Chapter 4 employs an originally constructed data set, the China Global Finance Index, to conduct cross-national tests spanning eighteen Latin American countries from 1990 to 2017. The index characterizes Chinese policy loans by their ?nancing channel (state-to-state vs. market-based) for each national-level investment project.The chapter ?nds that China’s state-to-state loans, as a share of a country’s external public debt, are positively correlated with budget de?cits, supporting the primary hypothesis that China’s patient capital expands governments’ ?scal policy space. In exchange for this lack of policy conditionality, however, policymakers tend to have more extensive commercial conditionality. Notably, when Chinese ?nancing is instead directly booked with corporate enterprises through private procurement in the marketplace, these commercial conditions are less extensive. China’s patient capital behaves more like long-term equity capital given the underlying private sector competition promoted by domestic procurement laws. National governments do not gain additional ?scal space and are more likely to comply with policy conditionality.

Type
Chapter
Information
Globalizing Patient Capital
The Political Economy of Chinese Finance in the Americas
, pp. 145 - 182
Publisher: Cambridge University Press
Print publication year: 2021

Access options

Get access to the full version of this content by using one of the access options below. (Log in options will check for institutional or personal access. Content may require purchase if you do not have access.)

Save book to Kindle

To save this book to your Kindle, first ensure [email protected] is added to your Approved Personal Document E-mail List under your Personal Document Settings on the Manage Your Content and Devices page of your Amazon account. Then enter the ‘name’ part of your Kindle email address below. Find out more about saving to your Kindle.
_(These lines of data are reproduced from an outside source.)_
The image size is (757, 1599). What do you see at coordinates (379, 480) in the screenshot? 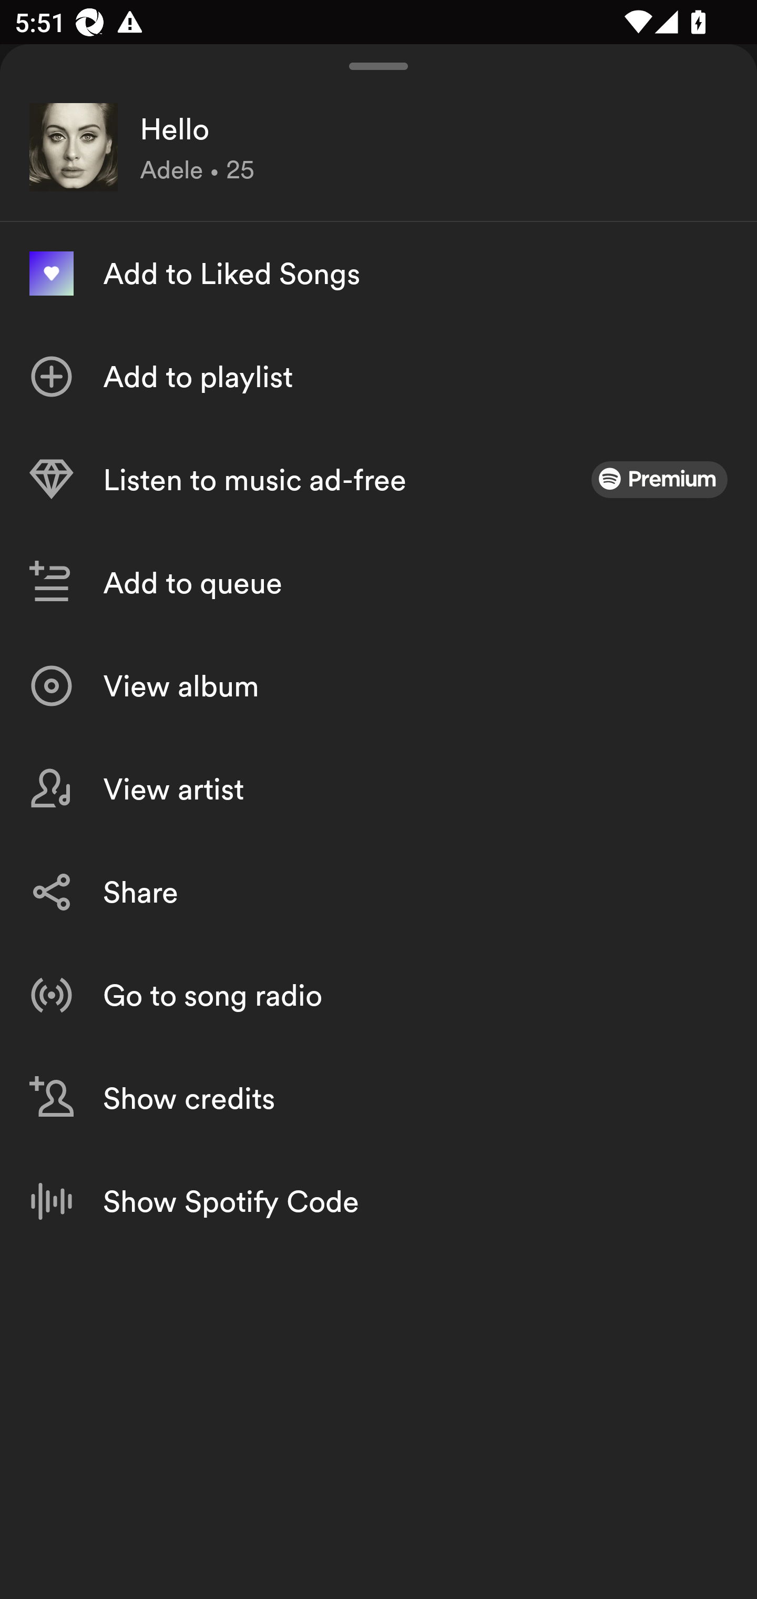
I see `Listen to music ad-free` at bounding box center [379, 480].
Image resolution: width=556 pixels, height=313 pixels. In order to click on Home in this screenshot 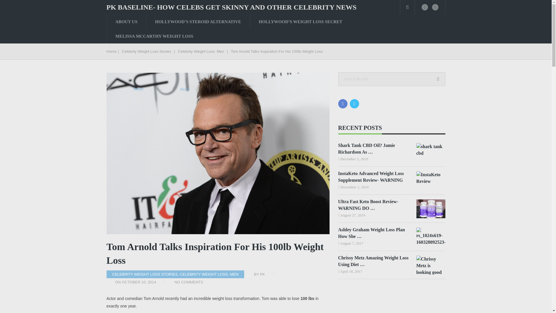, I will do `click(112, 51)`.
Note you can select to save to either the @free.kindle.com or @kindle.com variations. ‘@free.kindle.com’ emails are free but can only be saved to your device when it is connected to wi-fi. ‘@kindle.com’ emails can be delivered even when you are not connected to wi-fi, but note that service fees apply.

Find out more about the Kindle Personal Document Service.

Available formats
×

Save book to Dropbox

To save content items to your account, please confirm that you agree to abide by our usage policies. If this is the first time you use this feature, you will be asked to authorise Cambridge Core to connect with your account. Find out more about saving content to Dropbox.

Available formats
×

Save book to Google Drive

To save content items to your account, please confirm that you agree to abide by our usage policies. If this is the first time you use this feature, you will be asked to authorise Cambridge Core to connect with your account. Find out more about saving content to Google Drive.